Cnr of Park Rd and MacMahon St, Hurstville Sundays at 9:30 am and 6:30 pm
I’m up to the part in the story (of some Australian pioneers ‘Kings in Grass Castles’) where the Irishman Dinny Skeahan is ordering some cloth for the station, and instructs his son to write away for 100 yards. “How many noughts in a hundred, Dad?” he asked. “Put two,” he said “and another one for luck.” “That might make more,” the boy suggested. “Nonsense,” Dinny said. “Another nothing can be neither here nor there.”
I’m sure that there are many who think of the sacraments of Baptism and Communion in the ‘Dinny way’. “It’s just water. And just a sprinkling at that! It’s just bread and wine. And in very small proportion too! It’s nothing, naught, but a bit of luck.”

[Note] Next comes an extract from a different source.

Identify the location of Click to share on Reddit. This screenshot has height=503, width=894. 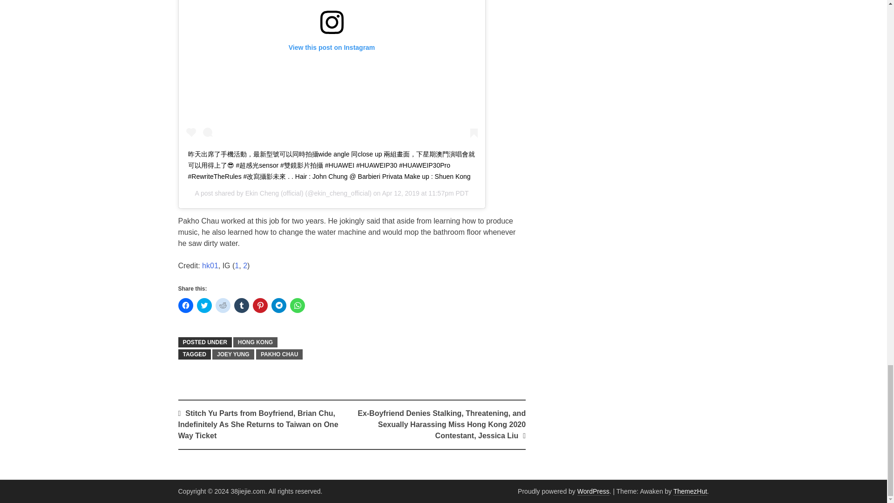
(223, 306).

Certainly in the sacraments, the water is water, and remains just water, and the bread and wine are bread and wine, and remain just bread and wine. But just as the power of the naught is determined by its place with respect to the decimal point, so it is with the sacraments. Their placement makes the difference. Not meaning their placement on a special table, or their distribution from a special font, but their divine appointment for a special purpose, to be a means of grace. And for this reason they have great power to bless and to comfort and to encourage and reassure. It’s got nothing to do with luck, but everything to do with taking seriously the things that Jesus left for us to remember him.